The Collected Poems of Ted Berrigan (46 page)

Put out the cat

Take in the clothes

off of the line

Take a walk,

buy cigarettes

two teen-agers whistle

as I walk up

They say: “Only your hairdresser

knows for sure!”

Then they say,

“ulp!”

because I am closer to them.

They see I am not hippie kid, frail like Mick Jagger,

but some horrible 35 year old big guy!

The neighborhood I live in is mine!

“How’d you like a broken head, kid?”

I say fiercely.

(but I am laughing & they are not one bit scared.)

So, I go home.

  
  
  

Alice Clifford waits me. Soon she’ll die

at the Greenwood Nursing Home; my mother’s

mother, 79 years & 7 months old.

But first, a nap, til my mother comes home

from work, with the car.

The heart stops briefly when someone dies,

a quick pain as you hear the news, & someone passes

from your outside life to inside.
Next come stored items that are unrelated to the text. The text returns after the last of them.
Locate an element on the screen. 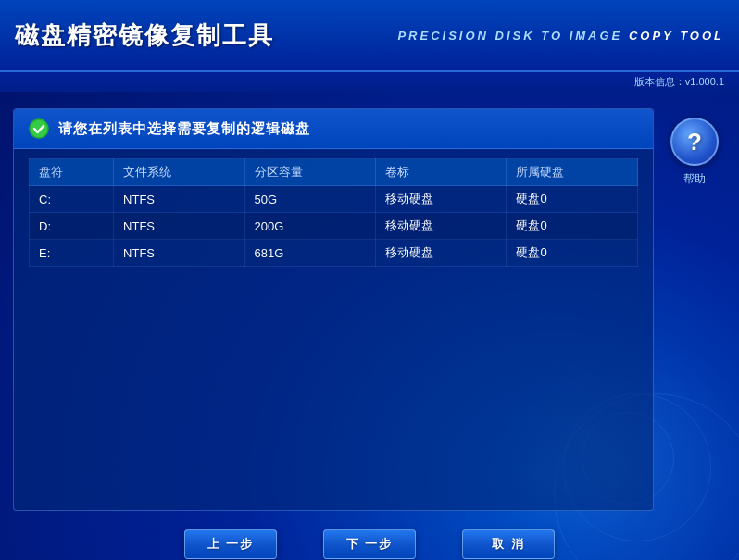  cell-size: 200G is located at coordinates (309, 226).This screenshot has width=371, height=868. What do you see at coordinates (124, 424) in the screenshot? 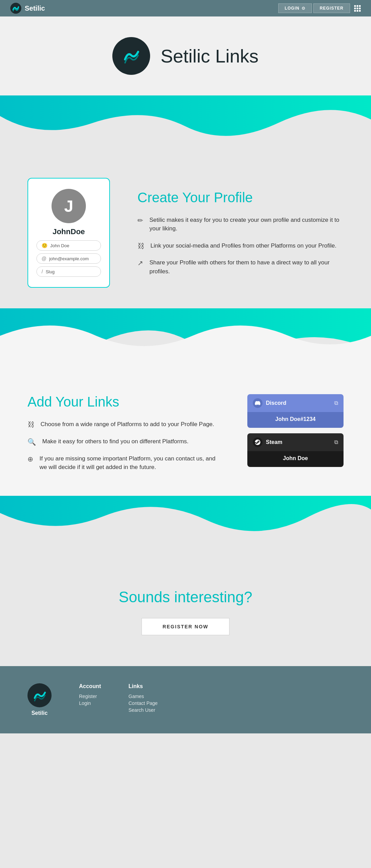
I see `links-feature-1: ⛓ Choose from a wide range of Platforms …` at bounding box center [124, 424].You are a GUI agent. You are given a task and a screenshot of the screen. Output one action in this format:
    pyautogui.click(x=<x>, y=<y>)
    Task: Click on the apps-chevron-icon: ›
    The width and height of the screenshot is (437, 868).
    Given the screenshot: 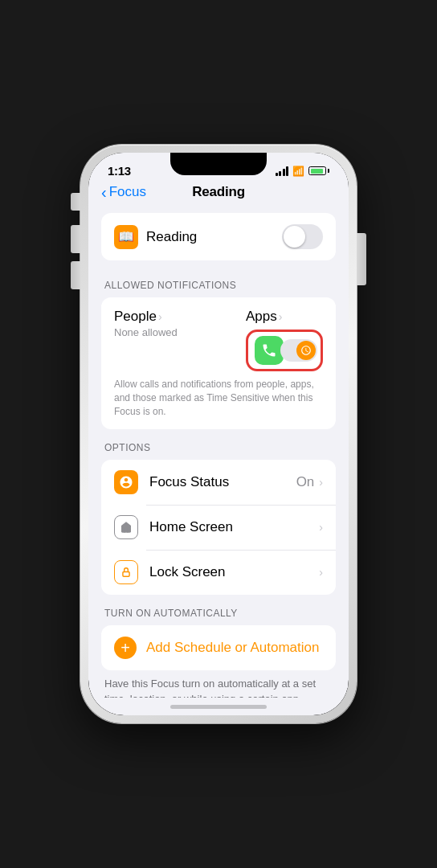 What is the action you would take?
    pyautogui.click(x=281, y=317)
    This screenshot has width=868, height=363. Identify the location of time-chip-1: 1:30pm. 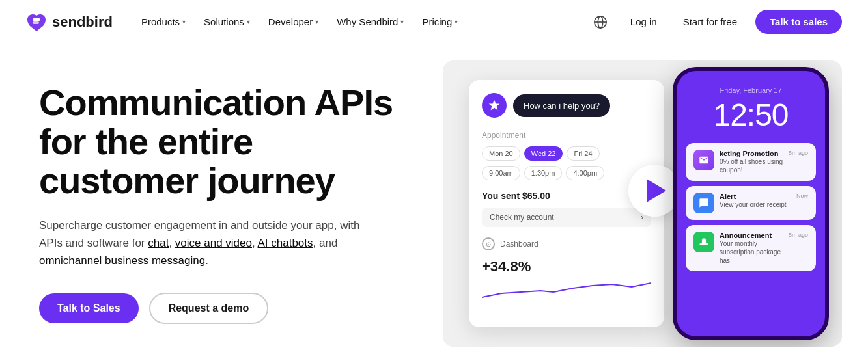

Slowly the heart adjusts

to its new weight, & slowly everything continues, sanely.

Living’s a pleasure:

I’d like to take the whole trip

despite the possible indignities of growing old,

moving, to die in poverty, among strangers:

that can’t be helped.

So, everything, now

is just all right.                                           I’m with you.

No more last night.

Friday’s great

10 o’clock morning sun is shining!

I can hear today’s key sounds fading softly

& almost see opening sleep’s epic novels.